Christy Clark announced her cabinet today, with much pomp and circumstance, at a special ceremony at Canada Place in downtown Vancouver.
Against the backdrop of the Port of Vancouver, Clark produced her lineup:
- Rich Coleman will take the newly-created ministry of natural gas development and will remain deputy premier, and he will also continue to hold the housing portfolio;
- Mike de Jong will continue as finance minister and house leader;
- Steve Thomson will remain as minister of forests, lands and resources;
- Stephanie Cadieux will keep her post as minister of children and families;
- Bill Bennett will become minister of energy and mines, a portfolio which previously included natural gas;
- Former Vancouver city councillor Suzanne Anton has been named minister of justice and attorney general;
- Terry Lake has been named minister of health, replacing Margaret MacDiarmid, who lost her seat;
- John Rustad replaces Ida Chong as minister of aboriginal affairs and reconciliation;
- Don McRae, who was minister of education, will become minister of social development;
- Andrew Wilkinson has been named to the newly-created ministry of technology, innovation and social services, and will be responsible for shepherding the B.C. services card into use;
- First-time MLA Teresa Wat will become the minister international trade, Asia-Pacific strategy and multiculturalism;
- Peter Fassbender, the former mayor of Langley, takes education while Todd Stone will be the minister of transportation and infrastructure.

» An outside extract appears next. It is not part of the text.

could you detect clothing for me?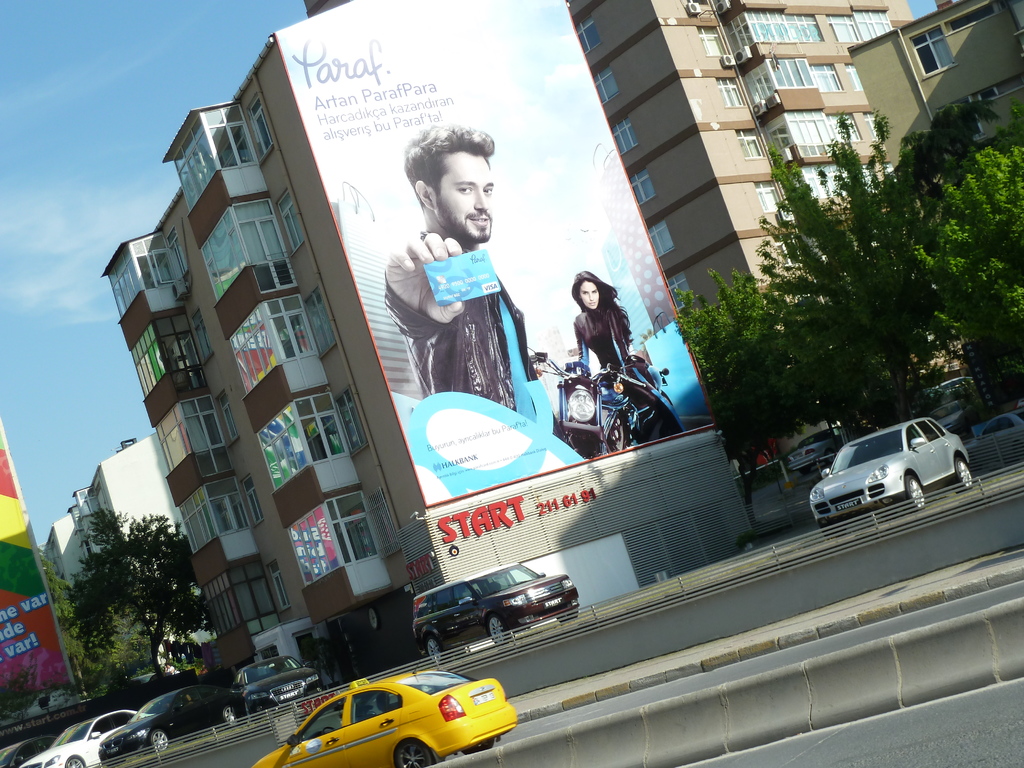
Detection result: (373,236,533,411).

- Newcomer Coralee Oakes will take on the ministry of community, sport and recreation;
- Shirley Bond, the former attorney general, becomes the ministry of jobs, skills training, tourism and labour, replacing Pat Bell, who did not run for re-election;
- Mary Polak will be minister of the environment;
- Naomi Yamamoto will be minister of state for small business; and
- Pat Pimm will become minister of agriculture.
Ralph Sultan, Norm Letnick and Moira Stillwell have been dropped from cabinet.